Fasinating how draining Twitter is…

At first it’s interesting. There’s a stream of “new” data and ideas.

You interact because some people are funny, and if you’re lonely you’re reaching out to other humans, trying to connect.

There are positive connections but generally they’re temporary. When they go away as they inevitably do, it hurts in a way. It’s not a major hurt but suddenly you’re unimportant in someone else’s life and you wonder if / what you did wrong that made them go away. What changed between this week and last week? Are they just busy, or did they find someone more interesting? With the possibility of thousands of followers all interacting or attempting to interact daily or hourly if you fall of the edge of the map it usually goes unnoticed.

This has the potential to make any loneliness a person may feel, much sharper. 

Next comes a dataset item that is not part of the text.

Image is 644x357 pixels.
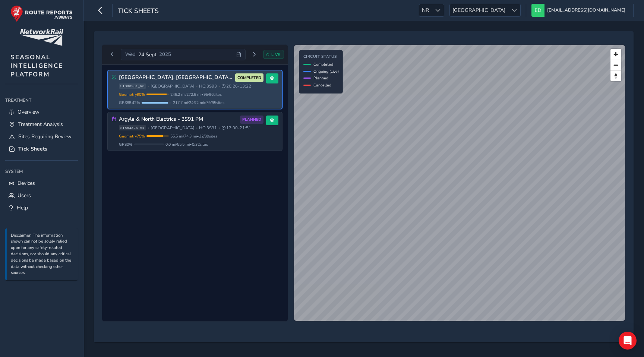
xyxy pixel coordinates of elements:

Some people will move on without paying much attention, after all, there are literally thousands of other people. Some people won’t notice, and others, those with few followers may be devastated.

Everyone is clamoring for attention “Pick Me, See Me, Talk to me”, and yet the satisfaction provided is not sustaining.

In my observations of the “Twitterverse” I’ve started to understand this and noticed a few other things too. 

Twitter has a lot of really shitty, stupid, and narcissistic people. I can only imagine what TikTok or other platforms are like.

For someone like me, seeing that level of stupid or meanness is super depressing. This is especially true when the Twitter Stream is like a broken sewer pipe of shit. It wouldn’t take me long based on a raw Twitter feed to decide that humanity needed to be nuked.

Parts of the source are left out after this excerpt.